Subject: Re: RCD_SCRIPTS_DIR
To: None <tech-pkg@netbsd.org>
From: Jonathan Perkin <sketch@rd.bbc.co.uk>
List: tech-pkg
Date: 10/24/2002 11:15:30
On Wed, Oct 23, 2002 at 05:14:28PM -0500, avon barksdale wrote:
> On Wed, Oct 23, 2002 at 01:18:54PM +0200, Alistair Crooks wrote:
>
> > We would very much like to get your help in "implementing the
> > second". pkgsrc runs on many different operating systems, and we
> > would like to see it run on more. Anything that can be done to help
> > this is good.
>
> I've always wondered why you bother to support Sun & Mac OSX. It
> seems to me that it adds unneeded complexity. I really am curious and
> I'm not trying to be obnoxious. I'd like to hear your comments.
As far as I can see, it adds no real great unneeded complexity. Most of
the non-NetBSD handling is done in separate .mk files, with minimal
ifdefs polluting the main ones and specific pkgsrc Makefiles.
The benefit of these "hacks", in my experience, is huge.

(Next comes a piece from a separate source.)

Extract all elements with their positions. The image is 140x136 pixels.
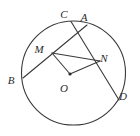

I was amazed,
frankly, when I first investigated pkgsrc at work, where we all have
managed Sun desktops, no root access, and a /cache directory to write
to. Beforehand, I was just doing the old ./configure;make;make install
dance and trying to manage packages under the /cache hierarchy with
encap/epkg. Headache. Then I played with zoularis a bit, and after a
few days cleaning up and fixing, I was happily installing 20 packages in
one go with a simple "bmake". Superb. NetBSD once again showed me how
versatile it was, even for 3rd party packages.
Alistair's work on bootstrap-pkgsrc has now made this even better.

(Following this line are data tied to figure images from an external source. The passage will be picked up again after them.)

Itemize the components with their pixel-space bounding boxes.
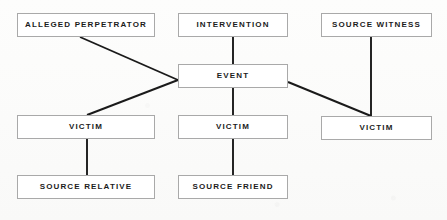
- edge-event-victim-right: [288, 82, 371, 116]
- node-source-witness[interactable]: SOURCE WITNESS: [321, 13, 432, 37]
- node-label-victim-center: VICTIM: [216, 123, 250, 131]
- node-victim-left[interactable]: VICTIM: [17, 115, 155, 139]
- node-victim-right[interactable]: VICTIM: [321, 116, 432, 140]
- node-label-source-witness: SOURCE WITNESS: [332, 21, 421, 29]
- node-intervention[interactable]: INTERVENTION: [178, 13, 288, 37]
- node-label-victim-left: VICTIM: [69, 123, 103, 131]
- node-label-victim-right: VICTIM: [359, 124, 393, 132]
- node-source-relative[interactable]: SOURCE RELATIVE: [17, 175, 155, 199]
- node-event[interactable]: EVENT: [178, 64, 288, 88]
- diagram-canvas: ALLEGED PERPETRATORINTERVENTIONSOURCE WI…: [0, 0, 447, 220]
- node-label-intervention: INTERVENTION: [196, 21, 269, 29]
- edge-alleged-perpetrator-event: [80, 37, 178, 80]
- node-label-source-friend: SOURCE FRIEND: [192, 183, 273, 191]
- node-source-friend[interactable]: SOURCE FRIEND: [178, 175, 288, 199]
- node-label-alleged-perpetrator: ALLEGED PERPETRATOR: [25, 21, 147, 29]
- node-label-event: EVENT: [217, 72, 249, 80]
- node-alleged-perpetrator[interactable]: ALLEGED PERPETRATOR: [17, 13, 155, 37]
- node-label-source-relative: SOURCE RELATIVE: [40, 183, 133, 191]
- node-victim-center[interactable]: VICTIM: [178, 115, 288, 139]
- edge-event-victim-left: [87, 80, 178, 115]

Zoularis is superb, but requires checking out a load of basesrc / gnusrc
/ syssrc with the correct CVS date tag and then hacking a ${PREFIX}/bsd
path to stuff. However, bootstrap-pkgsrc is a modification of the tools
needed to use pkgsrc to make them portable to unix-like operating
systems. I'm now using this exclusively, and have done away with
zoularis. I look forward to when the last minor niggles are done with
bootstrap-pkgsrc (I have a few open pr's on this), and I can use it out
of the box.
Sure, I still need a few hacks to get pkgsrc working properly here, but
they are *so* worth it, and 90% of them are probably because I don't have
root so need to make a few minor adjustments.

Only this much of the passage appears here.